Her susceptibility to his overbearing presence had placed her at a disadvantage. She wanted to believe she was above such reactions, especially with this man who probably thought it his due from all women. She resented the entire, irritating hour with him.
They returned to the reception hall and he retrieved his hat.
She broached the reason she had agreed to receive him at all. “Mr. Rothwell, Timothy is distracted. He is not conveying the details to his sisters, if indeed he even knows them himself. If I may be so bold—”
“You have been plenty bold without asking permission, Miss Welbourne. There is no need to stand on ceremony now.”
She grimaced. She
had
been bold and outspoken. She had allowed her vexation to get the better of her good sense. In truth, she had not been very practical in a situation where she badly needed that virtue.
“What is your question?”
“When have you told Timothy that the Longworths must vacate the house?”

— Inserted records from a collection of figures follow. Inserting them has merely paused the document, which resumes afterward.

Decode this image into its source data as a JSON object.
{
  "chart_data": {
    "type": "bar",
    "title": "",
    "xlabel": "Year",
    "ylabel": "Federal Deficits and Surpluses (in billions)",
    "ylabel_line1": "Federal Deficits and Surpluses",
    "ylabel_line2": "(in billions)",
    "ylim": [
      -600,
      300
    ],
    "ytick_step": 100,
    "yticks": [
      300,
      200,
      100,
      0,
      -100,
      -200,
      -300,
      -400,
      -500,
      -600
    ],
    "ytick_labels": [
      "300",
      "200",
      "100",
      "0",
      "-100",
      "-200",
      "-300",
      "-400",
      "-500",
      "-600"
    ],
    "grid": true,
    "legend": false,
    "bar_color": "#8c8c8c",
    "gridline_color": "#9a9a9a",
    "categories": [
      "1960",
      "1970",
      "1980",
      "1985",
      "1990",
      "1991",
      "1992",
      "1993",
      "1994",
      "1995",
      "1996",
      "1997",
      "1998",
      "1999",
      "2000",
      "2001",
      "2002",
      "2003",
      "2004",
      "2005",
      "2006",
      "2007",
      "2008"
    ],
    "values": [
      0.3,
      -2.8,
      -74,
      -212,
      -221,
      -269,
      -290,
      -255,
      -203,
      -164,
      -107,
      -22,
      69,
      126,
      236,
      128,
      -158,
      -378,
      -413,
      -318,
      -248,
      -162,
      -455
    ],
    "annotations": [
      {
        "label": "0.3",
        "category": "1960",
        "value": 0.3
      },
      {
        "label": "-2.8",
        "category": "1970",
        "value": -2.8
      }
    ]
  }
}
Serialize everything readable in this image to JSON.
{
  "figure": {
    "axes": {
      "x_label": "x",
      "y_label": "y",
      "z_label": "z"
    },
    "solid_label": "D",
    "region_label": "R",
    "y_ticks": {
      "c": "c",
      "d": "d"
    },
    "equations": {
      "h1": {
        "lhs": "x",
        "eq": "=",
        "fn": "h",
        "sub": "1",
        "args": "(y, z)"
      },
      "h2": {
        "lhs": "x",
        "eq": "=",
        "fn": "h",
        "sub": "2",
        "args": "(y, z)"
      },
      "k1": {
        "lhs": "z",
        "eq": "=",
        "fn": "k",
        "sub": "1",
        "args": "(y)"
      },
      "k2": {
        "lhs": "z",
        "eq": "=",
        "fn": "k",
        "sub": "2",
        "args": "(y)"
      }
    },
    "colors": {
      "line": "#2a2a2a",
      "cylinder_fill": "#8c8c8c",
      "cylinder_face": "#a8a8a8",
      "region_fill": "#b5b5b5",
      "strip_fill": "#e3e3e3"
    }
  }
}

“I have not said yet.” He levelled a disconcertingly frank gaze at her. “When do you think is reasonable?”
“Never.”
He smiled. “That is not reasonable.”
“A week. Please give them a week more.”
“A week it is. The Longworths may remain until then.” He narrowed his eyes on her. “You, however . . .”
Oh, dear heavens. She had raised the devil with her free tongue. He was going to throw her out at once.
“My aunt has a passion for hats.”
She blinked. “Hats? Your aunt?”
“She loves them. She buys far too many, at exorbitant prices. As her trustee I pay the bills, so I know.”
It was an odd topic to start on the way out the door. In truth he sounded a little stupid.
“I see. Well, they often are very expensive.”
“The ones she buys are also very ugly.”
She smiled and nodded and wished he would leave. She wanted to tell Roselyn about the week’s reprieve.
Once more she received one of his piercing examinations. “A governess, you said. Your first choice. Do you have the education to be a finishing governess?”
“I have been helping prepare my young cousin for her season. I have the requisite skills and abilities.”
“Music? Do you play?”
“Yes. I am well suited to be a governess for any age, and especially young ladies. My own education was superior. I was not always as you see me now.”
He looked right into her eyes. “That is clear. If you had always been as you are now, you would have never dared be as rude and outspoken with me as you have been today.”